White Noise

We’d driven up north to Tobermory, a town at the tip of Ontario’s Bruce Peninsula, for an extended weekend getaway. It’s four hours away from Toronto, which led me to realize that I am a big fan of trains and planes, but not automobiles. Not for long distance travel, anyway.

I like to distract myself when I travel – a good book, maybe a couple episodes of a good show, a nap. Not this time around. As designated navigator (navigatrix?) for this particular road trip, staying awake and focused for the whole trip was an occupational hazard.

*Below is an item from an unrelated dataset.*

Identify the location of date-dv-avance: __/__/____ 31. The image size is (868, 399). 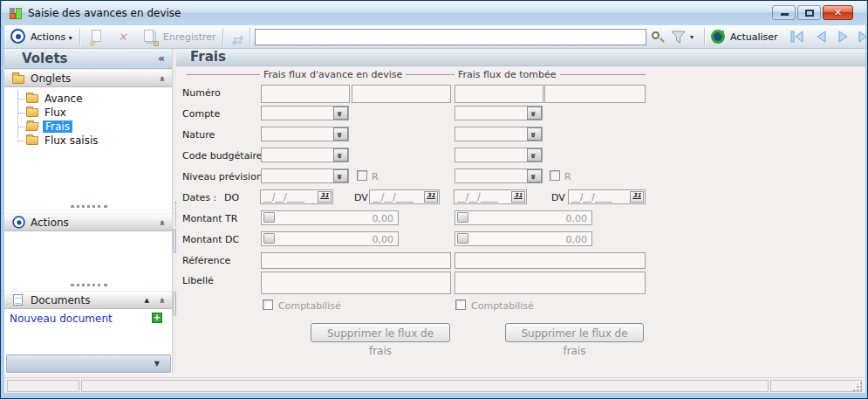
(405, 197).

Things can go south pretty quickly when you’re in the middle of Ontario farmland and there are pockets of dead space. No phone signal? Quelle horreur! Not too horreur, of course. I smugly congratulated myself for growing up analog and having the foresight to download a map of the area before starting out. Who needs step-by-step directions in real-time?  Over-dependence on tech makes people pansies.

Or so I thought.

Yes, it happened. We took the wrong route on the way home. I can’t in all honesty say “lost,” because Ontario’s roads are like a grid that would make an obsessive-compulsive smile and if there’s enough gas in the tank, you’ll eventually drive long enough to hit a major highway. A wrong route means we used a side road, which isn’t paved the same way as a highways. They’re mostly semi loose gravel, which makes a rumbly sort of noise as you drive.

So there we were, cutting through a side road in the middle of somewhere with acres and acres of pasture, livestock, farms and absolutely no one else in sight.

I have a weird reaction to solitude. Being around too many people can make me feel hemmed in and claustrophobic. Too much solitude makes me uneasy, because I like to think about what-ifs. I’m the Goldilocks of solitude. I need to get it just right.

Faced with nothing but grass, cows, and the omnipresent rumble of gravel,  I ended up worrying about ruining the rental’s undercarriage and hoping the car wouldn’t break down in the middle of all the nothingness because neither Le Hubs or I know how to fix a car. There were zero bars on our mobiles so an emergency call would be out. We’d probably end up trudging through fields to get to the nearest farmhouse and with my luck, end up at a farmhouse owned by Leatherface and his family of cannibals. (I have no idea why I always go for scenarios involving death and dismemberment, but that seems to be where my mind is at when it comes to staying alive.)

I like people about me, milling around. I’m used to noise, to the buzz, to roosters crowing before daybreak, dogs howling at the moon, the neighbours having yet another knock-down, drag-out fight over nothing, to babies squalling, to doors being slammed and motorcycles being revved.

We may be busy going about our lives, not exactly connecting with each other every moment of every day, but it’s reassuring to know there’s people about. There may be discomfort in too many numbers, but there certainly is comfort in numbers. It’s the way a person sometimes turns on the TV just to have something moving in the background. It’s a unique sort of hum, the comfort of white noise.